Android client overview
Scryon's native Android app discovers call-style recordings already on the device, lets the user upload them on demand, polls the backend until they're transcribed and analysed, and renders the results.
The app does not record calls itself. It only reads what already exists in
MediaStoreand what the user explicitly imports.
| Backend | https://api.scryon.app/ (default) |
| Auth | Firebase Authentication — Email / Password, Google, Phone |
| Min / Target SDK | 26 / 35 |
| Kotlin | 2.0.0 |
| AGP | 8.7.3 |
| Compose BOM | 2024.04.01 |
Tabs
Four bottom-bar tabs make up the app's surface:
| Tab | What it shows |
|---|---|
| Calls | A stats card + the untranscribed recordings discovered on the device. Each row has Transcribe / Cancel. The first Transcribe tap of the session prompts for READ_CALL_LOG (used for upload enrichment — uploads still work if denied). |
| Transcribed | Every call the backend knows about for the signed-in user, plus synthetic Uploading rows for in-flight uploads. Each row shows a status chip; in-flight rows expose a Cancel upload / Cancel analysis action. Tap a completed row to open detail. |
| Actions | All action items extracted from analyses (GET /api/actions), grouped Pending → Completed. Each row shows an Assigned to owner pill (CallLog name if available, else Speaker N, else USER/CONTACT), an optional due-date pill, and an Open call link. Tap to toggle status (writes PATCH /api/actions/{id}). |
| Settings | Account (edit name, sign out, delete), Auth diagnostics (Firebase uid + Bearer token preview / reveal / copy / force-refresh), backend info, notifications toggle, call-log enrichment state (with Re-ask / app-settings shortcut), privacy, theme, and the opt-in Speaker recognition card. |
Tapping a completed row opens a Call detail screen that loads /api/calls/{id} + /transcript + /analysis in parallel. Transcript bubbles render the refined speaker (CallLog name when available) annotated with You for the USER role; analysis tab bullets show Assigned to … lines.
Tech stack
| Layer | Library |
|---|---|
| UI | Jetpack Compose + Material 3, custom "glass" theme |
| Nav | Compose Navigation |
| DI | Hilt 2.51.1 (with KSP) |
| Networking | Retrofit 2.11 + OkHttp 4.12 + Moshi 1.15 |
| Async | Kotlin Coroutines 1.9 + kotlinx-coroutines-play-services |
| Background | WorkManager 2.9 (androidx.hilt:hilt-work 1.2 + lifecycle-process) |
| Auth | Firebase BoM 33.7 (Auth) + Credential Manager 1.3 + Google ID library |
| Persistence | SharedPreferences (per-user-namespaced) |
| Build | Gradle Kotlin DSL + version catalog (gradle/libs.versions.toml) |
Design principles
- The user explicitly chooses what to upload. The app never auto-uploads anything; Transcribe is always a tap.
- Uploads are durable. A tap on Transcribe enqueues a
WorkManagerjob that survives app kill, swipe-from-recents, and process death. - No raw audio on disk. The app reads bytes from
MediaStoreand uploads them; nothing is copied into app-private storage. - Per-user namespacing. Every local store is keyed by Firebase
uidso two accounts on one device can never collide. - Compose first. No XML layouts. Theme tokens live under
ui/themeand are consumed viaLocalScryonColors.current.
What's next
- Getting started — prerequisites, Firebase setup, first build.
- Architecture — layering and directory structure.
- Upload pipeline — how Transcribe goes from a tap to a completed analysis.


▶ [THE PROBLEM]:
Your output should be the lines from the start of the data through the line containing "This screenshot has", exactly and nothing more.

== DATASET

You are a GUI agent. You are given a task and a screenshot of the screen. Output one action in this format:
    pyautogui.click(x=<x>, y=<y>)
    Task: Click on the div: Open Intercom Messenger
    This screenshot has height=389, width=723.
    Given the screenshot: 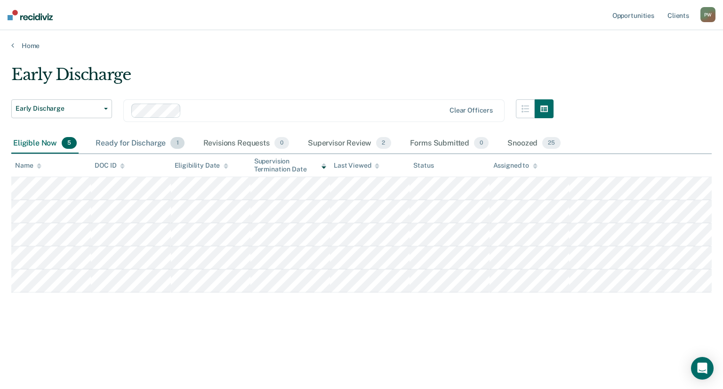 What is the action you would take?
    pyautogui.click(x=702, y=368)
    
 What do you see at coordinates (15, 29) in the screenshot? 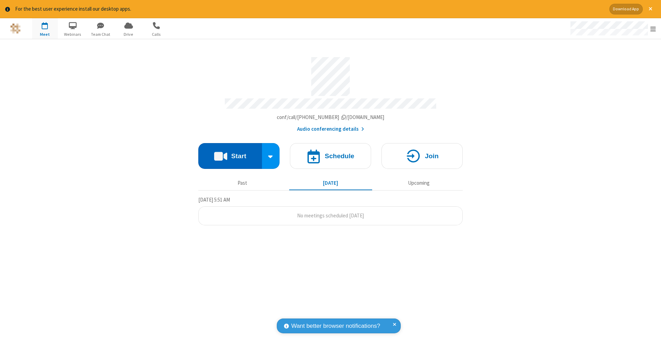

====

▶ [THE COMPLETED TASK]:
You are a GUI agent. You are given a task and a screenshot of the screen. Output one action in this format:
    pyautogui.click(x=<x>, y=<y>)
    Task: Click on the div: Open Intercom Messenger
    This screenshot has height=389, width=723.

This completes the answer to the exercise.